Thursday, January 11, 2007

Was Noel Coward a misogynist?


Misogynist - or bitch?

The Boston Globe's Louise Kennedy diagnoses Noel Coward's brain as "charming, but misogynist" in today's review of Design for Living. I seem to recall this is one political issue that reliably rouses Louise, so you have to consider the emotional source of the charge. Still, it's true that Coward has his moments. In Private Lives, for instance, there's the notorious quip that "Some women should be struck regularly, like gongs." And in Design for Living, women receive a few nasty putdowns (particularly, ironically enough, from the mouth of Gilda, his heroine).

But is that kind of queeny bitchery really misogyny? Certainly it squares - superficially - with the straight version of the syndrome (which is why, unfortunately, the lines get laughs). But in a way, isn't Gilda calling women "bitches" in Design for Living a bit like Ludacris using the n-word? After all, Coward wasn't just gay, he was a bottom - and, not to put too fine a point on it, bottoms in the end (as it were) will stoop to anything when faced with the competition!

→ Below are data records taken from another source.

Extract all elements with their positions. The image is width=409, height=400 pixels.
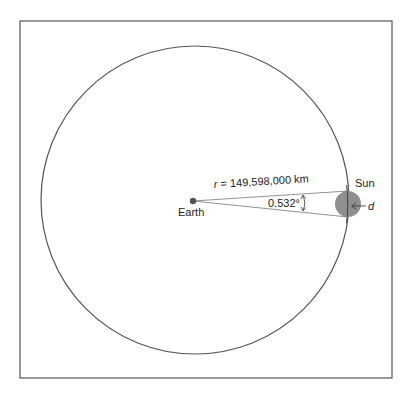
sun-label: Sun: [355, 177, 375, 189]
angle-arc: [303, 196, 305, 210]
earth-label: Earth: [178, 206, 204, 218]
diameter-label: d: [368, 200, 375, 212]
angle-label: 0.532°: [268, 197, 300, 209]
diagram-canvas: r = 149,598,000 km 0.532° Earth Sun d: [0, 0, 409, 400]
earth-dot: [190, 198, 196, 204]
distance-label: r = 149,598,000 km: [213, 172, 309, 190]
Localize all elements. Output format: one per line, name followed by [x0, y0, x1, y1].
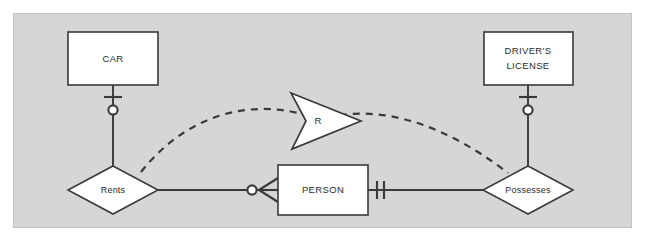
entity-drivers-license[interactable]: DRIVER'S LICENSE [484, 32, 573, 85]
entity-person-label: PERSON [302, 184, 344, 195]
r-arrow-chevron-icon[interactable] [291, 93, 361, 149]
entity-person[interactable]: PERSON [278, 165, 368, 215]
relationship-rents[interactable]: Rents [68, 166, 158, 214]
er-diagram-svg: CAR DRIVER'S LICENSE PERSON Rents Posses… [0, 0, 648, 242]
entity-car[interactable]: CAR [68, 32, 158, 85]
entity-drivers-license-label-line1: DRIVER'S [505, 45, 552, 56]
er-diagram-canvas: CAR DRIVER'S LICENSE PERSON Rents Posses… [0, 0, 648, 242]
entity-drivers-license-label-line2: LICENSE [506, 60, 549, 71]
annotation-r-arrow[interactable]: R [291, 93, 361, 149]
r-arrow-label: R [315, 115, 322, 126]
cardinality-person-zero-or-many [247, 178, 278, 202]
relationship-possesses-label: Possesses [505, 185, 551, 195]
entity-drivers-license-box[interactable] [484, 32, 573, 85]
relationship-rents-label: Rents [101, 185, 126, 195]
relationship-possesses[interactable]: Possesses [483, 166, 573, 214]
entity-car-label: CAR [102, 53, 123, 64]
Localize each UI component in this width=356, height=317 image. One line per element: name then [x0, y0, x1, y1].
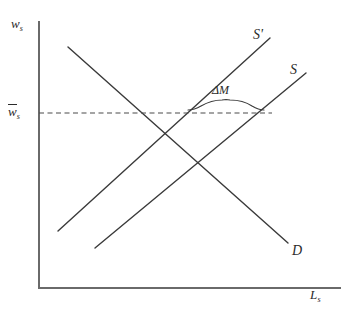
x-axis-label-subscript: s	[317, 295, 320, 304]
wage-floor-tick-label-subscript: s	[17, 112, 20, 121]
demand-curve-d	[68, 47, 288, 243]
wage-floor-tick-label-text: w	[8, 104, 17, 118]
wage-floor-tick-label: ws	[8, 104, 20, 118]
supply-curve-s-label: S	[290, 63, 297, 77]
y-axis-label-text: w	[11, 16, 20, 31]
delta-m-label: ΔM	[212, 84, 229, 96]
chart-plot-area	[0, 0, 356, 317]
labor-market-diagram: ws Ls ws S' S D ΔM	[0, 0, 356, 317]
supply-curve-s-prime-label: S'	[253, 28, 263, 42]
demand-curve-d-label: D	[292, 244, 302, 258]
delta-m-brace	[188, 100, 264, 111]
y-axis-label-subscript: s	[20, 24, 23, 33]
x-axis-label: Ls	[310, 288, 320, 301]
y-axis-label: ws	[11, 17, 23, 30]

Sorry, but the love/hate relationship of the queen to the female is far too complex to be reduced to "misogyny." This isn't to say that Coward in bitch mode is a pretty sight - it's simply to point out that we should understand him for what he was. I realize, of course, that Scott Heller isn't about to let Louise Kennedy explain tops and bottoms to the soccer moms who read the Globe - still, it's lazy to pretend some pseudo-feminist critique of "the male" is appropriate to Coward's persona. The man who wrote the heroines of Hay Fever, Private Lives, Present Laughter, and (yes) Design for Living certainly had insight into - and even identified with - women, and in particular a certain kind of feminine allure. Perhaps feminism itself has a problem with that allure (and its underside) - but that's not Coward's problem.